OTTAWA - Canada's terrorist financing sleuths say they're not sure how useful their work is to police and security officers in tracking down and prosecuting suspects, despite six years on the job.

Fintrac, the federal agency that monitors suspicious financial transactions, gets no automatic feedback on cases from the RCMP and the Canadian Security Intelligence Service, Fintrac official Janet DiFrancesco told the Air India inquiry on Tuesday.

That means that Fintrac analysts don't always know whether the intelligence they hand over is actually leading to criminal charges or the dismantling of terrorist cells.

"Certainly it would be of interest for us to know,'' DiFrancesco told the inquiry headed by former Supreme Court justice John Major.

"You can't say that we can't do our job without knowing it (but) it's always sort of nice to know what the downstream impacts of your efforts are. Sometimes this information is made available to us, but I wouldn't say that we get it on any kind of systematic basis.''

The comments led Major to wonder how Fintrac can be sure it's doing its job properly -- and correcting any mistakes made along the way -- in the absence of consistent feedback from its anti-terrorist partners.

"I don't understand that there's not a free flow of information back and forth,'' said the retired judge.

Mark Potter, the Fintrac official in charge of relations with other agencies, said his organization does distribute questionnaires asking recipients to check off boxes indicating what use they made of various intelligence tips.

After a quick look at the form, however, Major likened the paperwork to bureaucratic "barbed wire'' and suggested there ought to be an easier way to do things.

Fintrac, short for Financial Transactions and Reports Analysis Centre of Canada, was set up in 2001 to monitor terrorist financing, as well as money laundering by criminal organizations such as drug-trafficking rings.

The agency has no enforcement power and simply passes its research to the RCMP, CSIS and other agencies that play a front-line role in fighting terrorism.

There have been recurring complaints -- most notably in a critical report by Auditor General Sheila Fraser in 2004 -- of bureaucratic bottlenecks and failures of communication among the ostensible partners.

Potter said the questionnaires sent to the Mounties, CSIS and others were a "first step'' in response to Fraser's criticism, although he acknowledged that answers to the questions are voluntary and not mandatory.

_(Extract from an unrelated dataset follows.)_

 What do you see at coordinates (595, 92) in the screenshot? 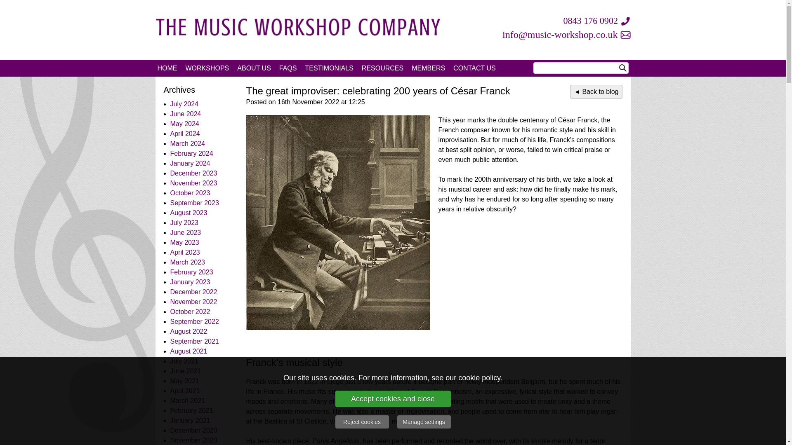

There's also an impression from periodic inter-agency meetings, he said, that Fintrac's work is better used and better appreciated than it used to be.

"Initially we were the new kid on the block,'' said Potter. "There was a period there in which we had to build those relationships with our partners . . . . I think we've come a long way.''

He admitted, however, that more work is needed and noted that ultimately the underlying issue is the one posed by Fraser -- whether Fintrac is providing value for money.

The agency, which has an annual budget in excess of $30 million, reported last year that in the previous 12 months it had identified $250 million in financial transactions that could have terrorist links.

But Supt. Rick Reynolds, the head of the RCMP's terrorist financing unit, testified earlier this week that he didn't know how the agency came up with that figure. The experience of the Mounties, said Reynolds, is that the dollar figures involved aren't that big.

The RCMP has laid only two terrorist financing charges in the last six years and has yet to obtain a conviction.

Fintrac officials, for their part, say they flag everything that looks suspicious to them, but that doesn't mean hard evidence of terrorist links will be found upon further investigation.

The inquiry headed by Major has no mandate to trace the money trail of the Sikh separatists blamed for the 1985 bombing of Air India Flight 182 with the loss of 329 lives. Rather, it's examining current enforcement efforts to see if reforms are needed to avert future tragedies.